Any small bags that you might have must be stowed under the seat.
The flight attendant said this, like a mantra, three more times.
It was clear that the small man speaking Punjabi or Gujurat to his six children neither heard her, nor understood. But she kept reciting (raising her voice each time) as if he would come away from these 12 words with a flawless comprehension of both English—and Delta’s rules for overhead storage.
Granted, the flight attendant wasn’t marketing or selling—not really. But addressing your subject impersonally is a thing in corporate America, in legal contracts, in instructional content. And it’s catching.
Take a return shipping instruction for an eCommerce website. It says:
- Returns will be processed within five business days.
But who is the mysterious processor of the returns? Without this, I find myself skimming for details, reading more than once, and walking away with a vague sense of disconnect.
Similarly lacking in pronouns—and speckled with disorienting passivity:
- Items must be returned within 15 days of receipt. (returned by whom? whose receipt?)
- Returns must be accompanied by the original shipping form. (how do these returns find their partner forms? is it by magic…telepathy?)
- Credit will be issued immediately.
Better: replacing the subject with a simple “we” or “you,” an “us” or “our.” That way, you inject humanity, take accountability, and ease the reading for all concerned.
In the end, the flight attendant got the man’s attention. She put her hand on one of the small bags in the overhead, looked him straight in the eye, and gently said, “Sir, these will have to go under your seat.” He nodded vigorously, unloaded his bags, and handed them one by one to his kids to stow at their feet.
The moral? Get the kind of copywriting services that look ‘em in the eye and communicate what you want—in a way that your distinctly human, definitively comprehending readers will see, read, and act on. They’ll love you for it—and every little bit helps.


Task to carry out:
Using the data below, gather each line that includes the word "keratoconjunctivitis".

Source records:
#####

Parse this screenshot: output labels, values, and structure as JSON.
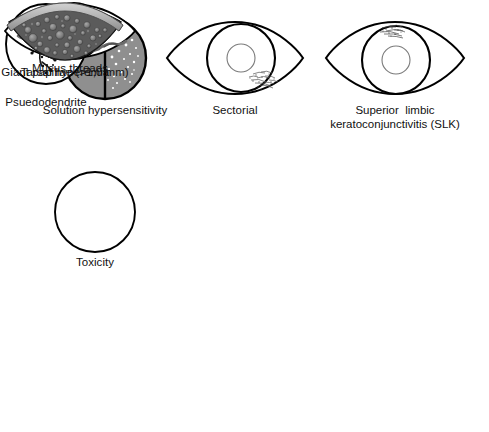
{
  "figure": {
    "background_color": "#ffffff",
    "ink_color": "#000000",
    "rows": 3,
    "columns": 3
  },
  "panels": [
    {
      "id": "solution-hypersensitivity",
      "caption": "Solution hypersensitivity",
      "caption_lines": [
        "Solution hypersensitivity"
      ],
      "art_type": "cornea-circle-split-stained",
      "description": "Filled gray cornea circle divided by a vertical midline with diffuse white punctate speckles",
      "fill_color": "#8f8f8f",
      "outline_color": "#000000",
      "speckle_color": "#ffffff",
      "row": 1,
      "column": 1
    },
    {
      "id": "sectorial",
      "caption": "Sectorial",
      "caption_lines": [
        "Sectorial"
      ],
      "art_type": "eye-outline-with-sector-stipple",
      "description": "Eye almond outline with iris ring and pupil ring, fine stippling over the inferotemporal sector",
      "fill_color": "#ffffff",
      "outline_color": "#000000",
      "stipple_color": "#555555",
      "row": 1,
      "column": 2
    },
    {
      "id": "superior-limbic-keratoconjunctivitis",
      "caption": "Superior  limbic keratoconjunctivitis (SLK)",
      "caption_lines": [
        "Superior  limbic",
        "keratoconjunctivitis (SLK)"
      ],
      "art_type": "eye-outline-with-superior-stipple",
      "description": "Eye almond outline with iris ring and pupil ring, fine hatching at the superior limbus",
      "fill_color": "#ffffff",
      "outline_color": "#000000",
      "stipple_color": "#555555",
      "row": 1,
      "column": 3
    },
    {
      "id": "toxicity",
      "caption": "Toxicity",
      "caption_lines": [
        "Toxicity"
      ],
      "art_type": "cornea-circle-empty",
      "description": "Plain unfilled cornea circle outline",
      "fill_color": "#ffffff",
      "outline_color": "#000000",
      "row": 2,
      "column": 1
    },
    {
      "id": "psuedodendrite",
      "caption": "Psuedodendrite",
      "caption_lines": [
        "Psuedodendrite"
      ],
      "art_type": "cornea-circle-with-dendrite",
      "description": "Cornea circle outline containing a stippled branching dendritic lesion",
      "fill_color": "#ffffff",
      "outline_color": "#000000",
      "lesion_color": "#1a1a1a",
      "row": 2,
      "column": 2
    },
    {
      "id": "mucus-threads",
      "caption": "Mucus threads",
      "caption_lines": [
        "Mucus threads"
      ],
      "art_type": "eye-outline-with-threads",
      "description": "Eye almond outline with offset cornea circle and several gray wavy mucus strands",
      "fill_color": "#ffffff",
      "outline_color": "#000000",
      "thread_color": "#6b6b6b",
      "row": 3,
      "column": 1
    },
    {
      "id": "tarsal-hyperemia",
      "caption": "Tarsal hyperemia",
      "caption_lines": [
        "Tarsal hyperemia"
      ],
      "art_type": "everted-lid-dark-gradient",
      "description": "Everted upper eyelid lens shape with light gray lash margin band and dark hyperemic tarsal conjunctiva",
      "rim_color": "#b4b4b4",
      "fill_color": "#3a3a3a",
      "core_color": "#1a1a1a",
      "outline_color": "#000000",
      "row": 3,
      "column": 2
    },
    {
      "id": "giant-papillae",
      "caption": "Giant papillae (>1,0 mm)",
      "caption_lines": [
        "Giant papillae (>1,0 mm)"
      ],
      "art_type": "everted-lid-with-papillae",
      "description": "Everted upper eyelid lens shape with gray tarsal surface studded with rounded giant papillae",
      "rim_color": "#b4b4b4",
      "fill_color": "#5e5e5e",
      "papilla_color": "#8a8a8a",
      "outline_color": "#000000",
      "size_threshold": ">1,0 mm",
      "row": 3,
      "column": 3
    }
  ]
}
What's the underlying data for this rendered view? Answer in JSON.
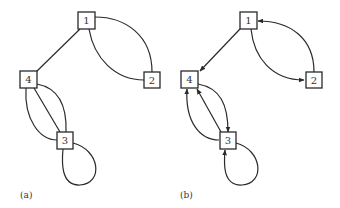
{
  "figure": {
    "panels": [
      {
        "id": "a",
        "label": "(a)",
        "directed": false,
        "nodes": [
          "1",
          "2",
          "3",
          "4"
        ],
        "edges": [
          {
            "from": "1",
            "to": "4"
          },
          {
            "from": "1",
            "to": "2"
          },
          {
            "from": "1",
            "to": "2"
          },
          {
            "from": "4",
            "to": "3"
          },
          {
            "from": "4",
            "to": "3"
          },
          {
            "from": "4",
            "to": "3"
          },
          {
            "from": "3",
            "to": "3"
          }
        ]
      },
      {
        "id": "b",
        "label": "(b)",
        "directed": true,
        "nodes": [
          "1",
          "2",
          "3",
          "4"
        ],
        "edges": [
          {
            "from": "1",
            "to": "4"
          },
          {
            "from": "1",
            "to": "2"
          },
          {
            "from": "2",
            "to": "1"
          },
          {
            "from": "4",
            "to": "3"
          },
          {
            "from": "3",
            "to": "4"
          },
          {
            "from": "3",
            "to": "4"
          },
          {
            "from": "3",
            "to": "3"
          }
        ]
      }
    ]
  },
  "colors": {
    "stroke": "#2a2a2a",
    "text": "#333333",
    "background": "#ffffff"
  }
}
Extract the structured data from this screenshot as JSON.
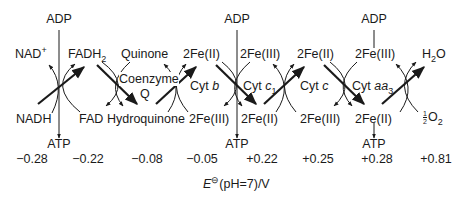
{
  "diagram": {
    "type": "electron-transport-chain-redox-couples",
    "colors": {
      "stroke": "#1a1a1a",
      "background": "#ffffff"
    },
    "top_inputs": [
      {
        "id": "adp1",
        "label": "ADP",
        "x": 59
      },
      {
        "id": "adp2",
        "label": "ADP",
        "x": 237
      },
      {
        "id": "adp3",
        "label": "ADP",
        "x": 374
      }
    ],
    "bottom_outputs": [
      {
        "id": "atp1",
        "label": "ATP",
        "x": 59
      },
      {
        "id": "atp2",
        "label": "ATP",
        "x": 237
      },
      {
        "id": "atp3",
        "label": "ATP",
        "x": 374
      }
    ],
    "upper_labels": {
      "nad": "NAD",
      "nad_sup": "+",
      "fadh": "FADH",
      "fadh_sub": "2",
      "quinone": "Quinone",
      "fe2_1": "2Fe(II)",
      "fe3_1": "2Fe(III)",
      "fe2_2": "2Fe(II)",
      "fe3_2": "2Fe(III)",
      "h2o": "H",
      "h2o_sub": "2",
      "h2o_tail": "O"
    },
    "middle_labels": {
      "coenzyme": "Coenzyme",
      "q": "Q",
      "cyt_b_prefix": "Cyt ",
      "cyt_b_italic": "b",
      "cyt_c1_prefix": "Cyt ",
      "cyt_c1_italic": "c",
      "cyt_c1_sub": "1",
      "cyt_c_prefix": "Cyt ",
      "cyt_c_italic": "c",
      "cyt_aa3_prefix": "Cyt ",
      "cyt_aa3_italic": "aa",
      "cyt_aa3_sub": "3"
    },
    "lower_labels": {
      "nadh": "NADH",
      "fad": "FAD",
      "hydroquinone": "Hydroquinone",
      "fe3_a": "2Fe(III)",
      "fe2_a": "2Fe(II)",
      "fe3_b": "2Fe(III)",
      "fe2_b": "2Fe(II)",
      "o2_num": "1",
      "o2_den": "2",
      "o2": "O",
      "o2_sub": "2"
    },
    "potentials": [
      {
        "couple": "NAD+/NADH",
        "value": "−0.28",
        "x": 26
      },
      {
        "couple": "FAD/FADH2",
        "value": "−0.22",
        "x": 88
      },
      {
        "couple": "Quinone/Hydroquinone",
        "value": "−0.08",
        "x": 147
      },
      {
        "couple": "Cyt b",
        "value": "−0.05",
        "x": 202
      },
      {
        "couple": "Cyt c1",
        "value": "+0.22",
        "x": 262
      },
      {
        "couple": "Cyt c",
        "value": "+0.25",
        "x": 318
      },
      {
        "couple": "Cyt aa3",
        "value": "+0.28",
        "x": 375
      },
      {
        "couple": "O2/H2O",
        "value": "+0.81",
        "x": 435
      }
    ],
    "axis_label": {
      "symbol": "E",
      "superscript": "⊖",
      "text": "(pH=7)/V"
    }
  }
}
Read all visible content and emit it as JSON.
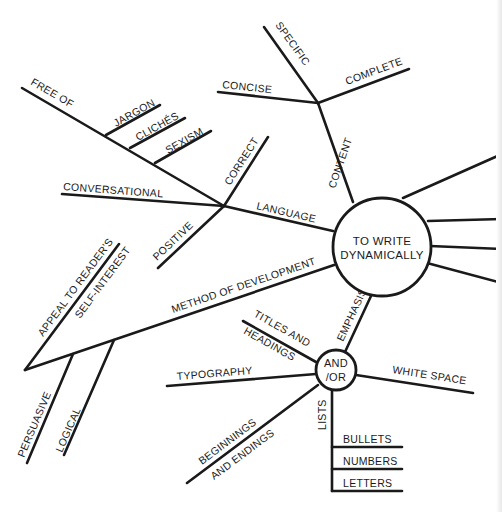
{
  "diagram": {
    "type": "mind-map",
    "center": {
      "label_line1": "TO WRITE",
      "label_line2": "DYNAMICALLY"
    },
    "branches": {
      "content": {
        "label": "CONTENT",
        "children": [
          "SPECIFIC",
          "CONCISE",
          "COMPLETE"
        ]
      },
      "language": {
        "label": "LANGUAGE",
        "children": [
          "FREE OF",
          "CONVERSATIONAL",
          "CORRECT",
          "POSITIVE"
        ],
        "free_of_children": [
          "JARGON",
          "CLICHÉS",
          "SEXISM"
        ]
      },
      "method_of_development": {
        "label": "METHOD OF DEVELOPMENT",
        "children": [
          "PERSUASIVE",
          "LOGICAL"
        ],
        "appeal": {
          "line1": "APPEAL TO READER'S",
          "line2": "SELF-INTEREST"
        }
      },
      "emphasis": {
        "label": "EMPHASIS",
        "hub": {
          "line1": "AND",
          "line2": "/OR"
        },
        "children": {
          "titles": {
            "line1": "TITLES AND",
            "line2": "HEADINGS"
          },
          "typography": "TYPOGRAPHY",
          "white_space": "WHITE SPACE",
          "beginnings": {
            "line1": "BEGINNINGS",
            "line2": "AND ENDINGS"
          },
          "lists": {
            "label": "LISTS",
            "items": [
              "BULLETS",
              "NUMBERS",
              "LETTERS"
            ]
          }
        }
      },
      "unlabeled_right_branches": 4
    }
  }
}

#####

Finished exercise:
      "id": "superior-limbic-keratoconjunctivitis",
      "caption": "Superior  limbic keratoconjunctivitis (SLK)",
        "keratoconjunctivitis (SLK)"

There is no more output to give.